Chip startup Multigig said that it’s got an answer to rising data center power bills.
The 12-employee, Scotts Valley, Calif., company, which emerged from secrecy on May 8, has created new processor clock technology that it says can halve processor power consumption by recycling most of the electricity used to regulate processor clocks.
The technology, which Multigig is offering up to interested parties to license, is arriving at a time when concerns about the electrical consumption of computers is on the rise among many large businesses.
Meanwhile, a number of well-known companies, including Advanced Micro Devices, Dell, Hewlett-Packard have joined the Green Grid Alliance, for example, to foster the development of data centers that use less electricity.
“The clock is consuming well over half the power in a microprocessor,” said Haris Basit, chief operating officer at Multigig.
“That’s mainly because the charge [used in a clock signal] is being taken from the power supply, used once and stuffed into the [electrical] ground. What we do is recycle that charge, so we save a lot of energy.”
Data centers give Intel static over electric bills. Click here to read more.
Whereas today’s chips use a series of PLLs (phase locked loops) and inverters to arrive at a frequency and distribute it internally—and its the distribution of the clock that uses energy—Multigig deploys a grid of self-oscillating circuits, made up of transmission lines in the form of a square.
It then forms the squares into a grid, allowing them to work in concert to regulate clock speed. Although it still works with an external PLL to set chip speed, the grid approach uses less power because it changes the way the clock signals are distributed.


YOUR INSTRUCTIONS: Output every entry below word for word, without its pictures.

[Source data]
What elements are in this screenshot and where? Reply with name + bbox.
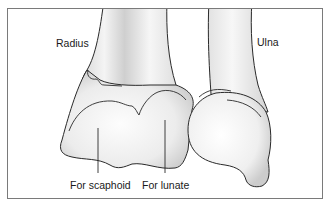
bone-illustration	[0, 0, 331, 206]
label-for-scaphoid: For scaphoid	[70, 180, 131, 191]
label-ulna: Ulna	[257, 37, 279, 48]
ulna-head	[188, 92, 271, 186]
radius-distal-end	[60, 70, 193, 168]
label-radius: Radius	[56, 38, 89, 49]
label-for-lunate: For lunate	[142, 180, 189, 191]
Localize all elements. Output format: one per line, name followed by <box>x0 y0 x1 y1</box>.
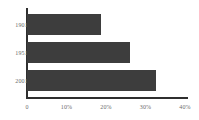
bar-1901 <box>27 14 101 35</box>
x-axis-tick-label-30: 30% <box>131 103 161 111</box>
x-axis-tick-label-40: 40% <box>170 103 199 111</box>
x-axis-tick-label-20: 20% <box>91 103 121 111</box>
y-axis-tick-label-2001: 2001 <box>4 77 28 85</box>
bar-chart: 1901 1951 2001 0 10% 20% 30% 40% <box>0 0 199 120</box>
y-axis-tick-label-1951: 1951 <box>4 49 28 57</box>
x-axis-line <box>26 97 188 99</box>
bar-1951 <box>27 42 130 63</box>
x-axis-tick-label-0: 0 <box>12 103 42 111</box>
plot-area: 1901 1951 2001 0 10% 20% 30% 40% <box>0 0 199 120</box>
y-axis-tick-label-1901: 1901 <box>4 21 28 29</box>
x-axis-tick-label-10: 10% <box>52 103 82 111</box>
bar-2001 <box>27 70 156 91</box>
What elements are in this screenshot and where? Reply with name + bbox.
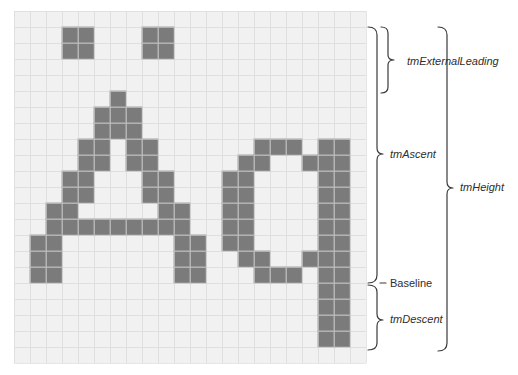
baseline-label: Baseline [390,278,432,289]
external-leading-brace [381,27,394,93]
ascent-label: tmAscent [390,149,436,160]
descent-brace [368,285,383,350]
height-brace [438,27,453,351]
ascent-brace [368,27,383,283]
descent-label: tmDescent [390,314,443,325]
height-label: tmHeight [460,182,504,193]
external-leading-label: tmExternalLeading [407,56,499,67]
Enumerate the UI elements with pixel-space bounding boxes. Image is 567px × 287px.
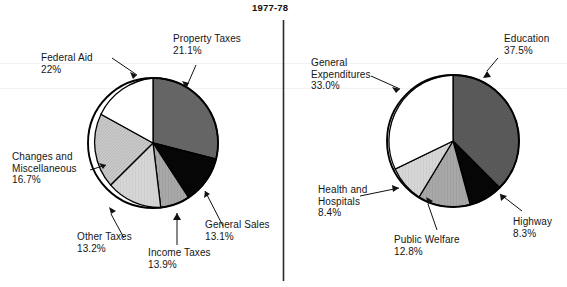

SOLUTION BELOW:
What elements are in this screenshot and where? Reply with name + bbox.
bone-illustration	[0, 0, 331, 206]
label-for-scaphoid: For scaphoid	[70, 180, 131, 191]
label-ulna: Ulna	[257, 37, 279, 48]
ulna-head	[188, 92, 271, 186]
radius-distal-end	[60, 70, 193, 168]
label-radius: Radius	[56, 38, 89, 49]
label-for-lunate: For lunate	[142, 180, 189, 191]
Localize all elements. Output format: one per line, name followed by <box>x0 y0 x1 y1</box>.
bar-1901 <box>27 14 101 35</box>
x-axis-tick-label-30: 30% <box>131 103 161 111</box>
x-axis-tick-label-40: 40% <box>170 103 199 111</box>
x-axis-tick-label-20: 20% <box>91 103 121 111</box>
y-axis-tick-label-2001: 2001 <box>4 77 28 85</box>
bar-chart: 1901 1951 2001 0 10% 20% 30% 40% <box>0 0 199 120</box>
y-axis-tick-label-1951: 1951 <box>4 49 28 57</box>
x-axis-line <box>26 97 188 99</box>
bar-1951 <box>27 42 130 63</box>
x-axis-tick-label-0: 0 <box>12 103 42 111</box>
plot-area: 1901 1951 2001 0 10% 20% 30% 40% <box>0 0 199 120</box>
y-axis-tick-label-1901: 1901 <box>4 21 28 29</box>
x-axis-tick-label-10: 10% <box>52 103 82 111</box>
bar-2001 <box>27 70 156 91</box>
What elements are in this screenshot and where? Reply with name + bbox.
baseline-label: Baseline [390,278,432,289]
external-leading-brace [381,27,394,93]
ascent-label: tmAscent [390,149,436,160]
descent-brace [368,285,383,350]
height-brace [438,27,453,351]
ascent-brace [368,27,383,283]
descent-label: tmDescent [390,314,443,325]
height-label: tmHeight [460,182,504,193]
external-leading-label: tmExternalLeading [407,56,499,67]
Enumerate the UI elements with pixel-space bounding boxes. Image is 567px × 287px.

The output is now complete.